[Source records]

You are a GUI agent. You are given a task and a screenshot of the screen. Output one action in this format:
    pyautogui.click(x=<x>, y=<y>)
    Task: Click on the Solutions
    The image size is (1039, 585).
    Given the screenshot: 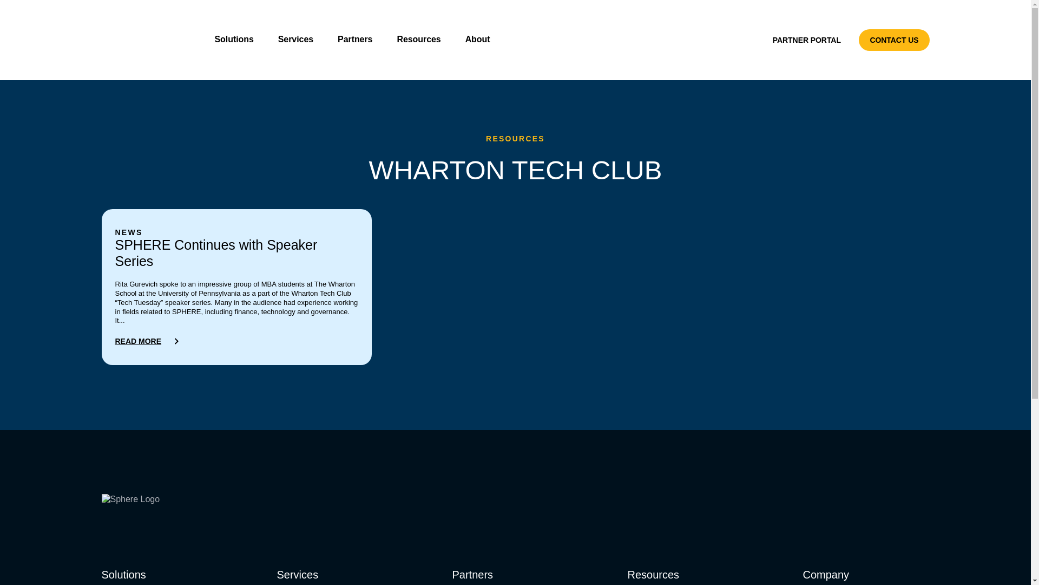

* Required work *
Pictures stay out; the entries above are to be output exactly as given.

* Output for this exercise *
You are a GUI agent. You are given a task and a screenshot of the screen. Output one action in this format:
    pyautogui.click(x=<x>, y=<y>)
    Task: Click on the Solutions
    The image size is (1039, 585).
    Given the screenshot: 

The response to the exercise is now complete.